"completely decentralized" is a strong claim when depending on a network that relies on a canonical directory of relays (at least during client bootstrap?), unless I'm missing something.
This uses Tor's hidden services. The project page says each client makes 3 "random hops" and meet in the middle to create a secure tunnel. The communications never leave the Tor network so, I could be wrong, but I don't think traffic analysis applies here.
If by "cover traffic" you mean there are other users on the system then you are correct. If by "cover traffic" you mean internally generated traffic that can be used to obscure traffic between any two links (e.g. keep a fixed size bandwidth pipe full even when not in use) then you are incorrect. The former is of little value in thwarting traffic analysis and the latter is costly in terms of already limited system performance and imposes costs on participants that few are willing to bear.
Yes, it uses hidden services; I won't know x23ff...sds is you. However, the most plausible link between me and evgen is HN, so x23ff...sds appears on both of our contact lists, it's likely to be a HN user. More widespread analysis of contact lists can probably tell us who you are. (So you know evgen and me, but not RickRoll? That gives me a good idea of who you are...)
This is one reason why it'd be good to use different IDs for chatting with different people. Unfortunately, Tor wasn't designed to work that way, so you may need to run multiple clients or something similarly annoying to get this to work.
While I think tor and something like torchat is good in theory, its big negative in reality is that the speed makes it unusable most of the time. Not to mention if you are altruistic and plan to run a node, you also run the risk of the FBI knocking on your door for someone who used your (exit) node to upload their kitty porn (the exit is not encrypted).
And if you do run that exit node, you can sniff what people are doing (so there goes the anon part).
Tor was pretty bad for web browsing - latency and pages requiring multiple resources meant that pages took forever to render. But how much is being transfered or rendered with chat? Not very much. IRC is usable even over atrocious connections. I rather imagine that textual chat over Tor would work fine.
and I say this as someone who ran a Tor relay on his Xbox to get 1 hop out of the way
http://www.cypherpunks.ca/otr/
It would limit some kind of traffic analysis.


- [DIRECTIONS] Copy each line of the entries beneath that contains the word "item".

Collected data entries
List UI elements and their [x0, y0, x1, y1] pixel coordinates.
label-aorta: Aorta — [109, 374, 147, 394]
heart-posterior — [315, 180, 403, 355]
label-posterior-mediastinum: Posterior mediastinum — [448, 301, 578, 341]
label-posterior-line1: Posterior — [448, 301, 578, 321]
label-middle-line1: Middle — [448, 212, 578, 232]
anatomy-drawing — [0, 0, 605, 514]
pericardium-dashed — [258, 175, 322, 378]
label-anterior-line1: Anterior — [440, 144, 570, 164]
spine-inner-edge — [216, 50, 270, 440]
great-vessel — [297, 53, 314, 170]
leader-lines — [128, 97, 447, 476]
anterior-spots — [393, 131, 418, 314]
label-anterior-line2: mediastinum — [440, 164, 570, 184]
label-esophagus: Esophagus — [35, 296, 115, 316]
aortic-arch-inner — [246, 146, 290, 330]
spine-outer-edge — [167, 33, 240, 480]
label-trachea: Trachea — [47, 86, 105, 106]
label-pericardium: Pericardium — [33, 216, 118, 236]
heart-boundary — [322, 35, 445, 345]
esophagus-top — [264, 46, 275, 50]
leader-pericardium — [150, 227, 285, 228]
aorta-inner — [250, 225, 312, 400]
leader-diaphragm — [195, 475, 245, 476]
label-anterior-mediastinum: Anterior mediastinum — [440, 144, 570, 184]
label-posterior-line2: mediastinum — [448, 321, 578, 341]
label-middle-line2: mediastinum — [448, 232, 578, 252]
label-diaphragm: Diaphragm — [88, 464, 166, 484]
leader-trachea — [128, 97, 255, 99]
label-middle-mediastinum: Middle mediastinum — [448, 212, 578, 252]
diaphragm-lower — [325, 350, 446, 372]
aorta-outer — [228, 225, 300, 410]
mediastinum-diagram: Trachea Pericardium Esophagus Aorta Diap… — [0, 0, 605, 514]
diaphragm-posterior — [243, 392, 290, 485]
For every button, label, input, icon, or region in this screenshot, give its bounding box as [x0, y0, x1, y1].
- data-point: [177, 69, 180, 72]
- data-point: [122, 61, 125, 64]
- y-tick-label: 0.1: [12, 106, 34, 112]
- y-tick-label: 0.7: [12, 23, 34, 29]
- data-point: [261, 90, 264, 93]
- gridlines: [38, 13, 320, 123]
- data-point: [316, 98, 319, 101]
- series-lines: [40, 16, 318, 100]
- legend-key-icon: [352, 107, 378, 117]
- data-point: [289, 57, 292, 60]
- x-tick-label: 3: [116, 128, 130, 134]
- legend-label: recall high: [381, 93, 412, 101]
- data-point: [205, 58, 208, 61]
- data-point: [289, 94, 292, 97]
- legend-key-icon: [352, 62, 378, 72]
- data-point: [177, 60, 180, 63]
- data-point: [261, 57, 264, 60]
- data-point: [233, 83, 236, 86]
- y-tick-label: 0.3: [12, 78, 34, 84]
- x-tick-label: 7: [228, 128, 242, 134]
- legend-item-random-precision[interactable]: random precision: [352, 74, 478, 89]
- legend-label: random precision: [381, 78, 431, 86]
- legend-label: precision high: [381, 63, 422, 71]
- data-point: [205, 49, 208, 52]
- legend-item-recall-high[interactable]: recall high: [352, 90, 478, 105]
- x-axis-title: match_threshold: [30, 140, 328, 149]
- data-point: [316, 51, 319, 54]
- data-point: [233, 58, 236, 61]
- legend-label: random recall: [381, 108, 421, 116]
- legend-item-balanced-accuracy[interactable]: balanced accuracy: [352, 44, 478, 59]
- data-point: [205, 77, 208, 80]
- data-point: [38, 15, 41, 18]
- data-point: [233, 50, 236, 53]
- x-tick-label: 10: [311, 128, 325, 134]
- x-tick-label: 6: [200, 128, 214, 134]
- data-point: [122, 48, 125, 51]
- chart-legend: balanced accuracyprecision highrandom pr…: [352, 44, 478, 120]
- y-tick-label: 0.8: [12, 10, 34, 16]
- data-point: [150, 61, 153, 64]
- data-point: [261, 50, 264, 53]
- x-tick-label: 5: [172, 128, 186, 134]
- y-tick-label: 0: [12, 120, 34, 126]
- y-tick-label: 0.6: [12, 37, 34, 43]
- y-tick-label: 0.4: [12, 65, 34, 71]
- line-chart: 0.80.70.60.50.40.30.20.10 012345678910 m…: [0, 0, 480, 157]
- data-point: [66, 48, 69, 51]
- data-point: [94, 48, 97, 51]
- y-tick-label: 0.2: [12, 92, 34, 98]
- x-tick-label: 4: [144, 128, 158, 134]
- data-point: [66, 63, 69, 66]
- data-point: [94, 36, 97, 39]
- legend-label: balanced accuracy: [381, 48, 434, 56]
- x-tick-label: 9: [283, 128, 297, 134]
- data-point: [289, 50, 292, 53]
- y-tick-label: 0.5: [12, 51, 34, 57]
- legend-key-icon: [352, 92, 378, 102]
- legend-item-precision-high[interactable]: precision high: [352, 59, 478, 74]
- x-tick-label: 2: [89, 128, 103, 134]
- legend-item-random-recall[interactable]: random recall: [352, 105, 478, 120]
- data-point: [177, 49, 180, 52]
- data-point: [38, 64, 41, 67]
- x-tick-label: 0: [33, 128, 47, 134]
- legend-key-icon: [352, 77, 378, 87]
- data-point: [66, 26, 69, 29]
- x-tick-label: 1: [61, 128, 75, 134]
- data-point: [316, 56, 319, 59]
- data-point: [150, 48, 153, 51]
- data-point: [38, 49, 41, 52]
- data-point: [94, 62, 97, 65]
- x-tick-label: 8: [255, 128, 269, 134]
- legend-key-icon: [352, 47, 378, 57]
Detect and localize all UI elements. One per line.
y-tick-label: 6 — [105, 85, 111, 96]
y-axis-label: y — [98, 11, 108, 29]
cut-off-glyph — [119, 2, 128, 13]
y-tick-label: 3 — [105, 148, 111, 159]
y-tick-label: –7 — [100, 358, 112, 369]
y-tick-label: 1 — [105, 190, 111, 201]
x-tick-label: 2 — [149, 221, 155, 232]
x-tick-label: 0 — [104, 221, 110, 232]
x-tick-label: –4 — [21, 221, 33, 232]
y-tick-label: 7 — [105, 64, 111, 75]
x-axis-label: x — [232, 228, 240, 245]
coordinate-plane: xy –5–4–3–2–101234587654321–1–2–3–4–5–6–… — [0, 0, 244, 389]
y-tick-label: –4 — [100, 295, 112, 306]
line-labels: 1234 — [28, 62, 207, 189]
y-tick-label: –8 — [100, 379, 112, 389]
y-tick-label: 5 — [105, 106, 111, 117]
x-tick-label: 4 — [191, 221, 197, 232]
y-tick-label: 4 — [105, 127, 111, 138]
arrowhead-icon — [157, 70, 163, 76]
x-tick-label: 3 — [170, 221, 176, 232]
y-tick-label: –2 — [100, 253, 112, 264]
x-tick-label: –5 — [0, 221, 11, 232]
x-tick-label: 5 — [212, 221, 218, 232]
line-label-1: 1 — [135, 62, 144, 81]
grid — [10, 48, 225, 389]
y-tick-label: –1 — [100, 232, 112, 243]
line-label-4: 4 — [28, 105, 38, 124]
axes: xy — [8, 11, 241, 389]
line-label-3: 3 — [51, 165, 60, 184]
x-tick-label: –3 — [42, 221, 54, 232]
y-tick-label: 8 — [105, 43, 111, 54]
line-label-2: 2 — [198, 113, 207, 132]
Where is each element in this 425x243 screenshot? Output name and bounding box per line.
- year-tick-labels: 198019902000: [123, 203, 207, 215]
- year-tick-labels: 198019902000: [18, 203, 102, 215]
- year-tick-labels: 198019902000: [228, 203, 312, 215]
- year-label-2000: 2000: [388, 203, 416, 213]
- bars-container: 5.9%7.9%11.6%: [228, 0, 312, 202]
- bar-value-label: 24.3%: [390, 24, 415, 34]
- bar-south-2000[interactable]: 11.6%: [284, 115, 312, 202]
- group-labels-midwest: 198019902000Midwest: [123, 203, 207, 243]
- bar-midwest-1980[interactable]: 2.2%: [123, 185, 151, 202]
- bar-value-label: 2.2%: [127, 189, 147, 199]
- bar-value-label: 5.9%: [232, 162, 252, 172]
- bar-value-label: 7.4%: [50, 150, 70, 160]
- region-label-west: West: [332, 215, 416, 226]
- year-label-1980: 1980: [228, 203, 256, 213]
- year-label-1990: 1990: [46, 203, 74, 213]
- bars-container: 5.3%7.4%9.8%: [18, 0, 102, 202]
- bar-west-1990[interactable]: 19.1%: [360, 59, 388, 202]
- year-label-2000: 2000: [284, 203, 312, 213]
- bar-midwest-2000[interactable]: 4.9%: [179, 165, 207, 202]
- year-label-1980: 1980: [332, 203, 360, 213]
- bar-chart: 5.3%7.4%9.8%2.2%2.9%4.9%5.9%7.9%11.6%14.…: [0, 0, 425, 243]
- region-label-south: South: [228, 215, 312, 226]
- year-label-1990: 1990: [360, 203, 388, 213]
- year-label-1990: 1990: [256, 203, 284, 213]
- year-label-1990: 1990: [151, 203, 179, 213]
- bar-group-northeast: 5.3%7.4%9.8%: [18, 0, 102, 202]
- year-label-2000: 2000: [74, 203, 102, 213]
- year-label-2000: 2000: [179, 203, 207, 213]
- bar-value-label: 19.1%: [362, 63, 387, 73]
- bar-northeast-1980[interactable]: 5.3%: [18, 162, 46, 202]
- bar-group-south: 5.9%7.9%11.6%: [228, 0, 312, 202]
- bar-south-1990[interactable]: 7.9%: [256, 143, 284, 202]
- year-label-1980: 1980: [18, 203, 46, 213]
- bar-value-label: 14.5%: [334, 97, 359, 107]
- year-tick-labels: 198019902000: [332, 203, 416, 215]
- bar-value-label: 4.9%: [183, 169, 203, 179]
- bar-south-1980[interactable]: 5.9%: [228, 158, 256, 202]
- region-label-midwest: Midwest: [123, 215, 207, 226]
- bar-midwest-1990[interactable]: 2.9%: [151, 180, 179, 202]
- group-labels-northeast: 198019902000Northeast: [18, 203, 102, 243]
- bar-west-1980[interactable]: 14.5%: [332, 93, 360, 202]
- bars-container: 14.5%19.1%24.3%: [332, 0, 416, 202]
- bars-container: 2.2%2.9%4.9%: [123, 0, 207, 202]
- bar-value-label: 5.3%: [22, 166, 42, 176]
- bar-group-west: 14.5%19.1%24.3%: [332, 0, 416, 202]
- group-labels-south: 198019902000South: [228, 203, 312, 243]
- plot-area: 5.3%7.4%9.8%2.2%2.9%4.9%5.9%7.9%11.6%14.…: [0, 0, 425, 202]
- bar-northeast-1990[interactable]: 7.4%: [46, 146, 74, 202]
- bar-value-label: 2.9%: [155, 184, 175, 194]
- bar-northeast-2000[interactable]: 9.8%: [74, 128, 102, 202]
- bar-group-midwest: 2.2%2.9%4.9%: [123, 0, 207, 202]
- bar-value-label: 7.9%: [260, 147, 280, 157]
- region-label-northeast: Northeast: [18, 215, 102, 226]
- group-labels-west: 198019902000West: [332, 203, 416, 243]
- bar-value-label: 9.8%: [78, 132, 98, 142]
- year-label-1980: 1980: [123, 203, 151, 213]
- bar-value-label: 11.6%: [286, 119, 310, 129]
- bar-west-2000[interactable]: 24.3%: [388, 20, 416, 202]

- [FINAL ANSWER]
- legend-item-random-precision[interactable]: random precision: [352, 74, 478, 89]
- legend-item-recall-high[interactable]: recall high: [352, 90, 478, 105]
- legend-item-balanced-accuracy[interactable]: balanced accuracy: [352, 44, 478, 59]
- legend-item-precision-high[interactable]: precision high: [352, 59, 478, 74]
- legend-item-random-recall[interactable]: random recall: [352, 105, 478, 120]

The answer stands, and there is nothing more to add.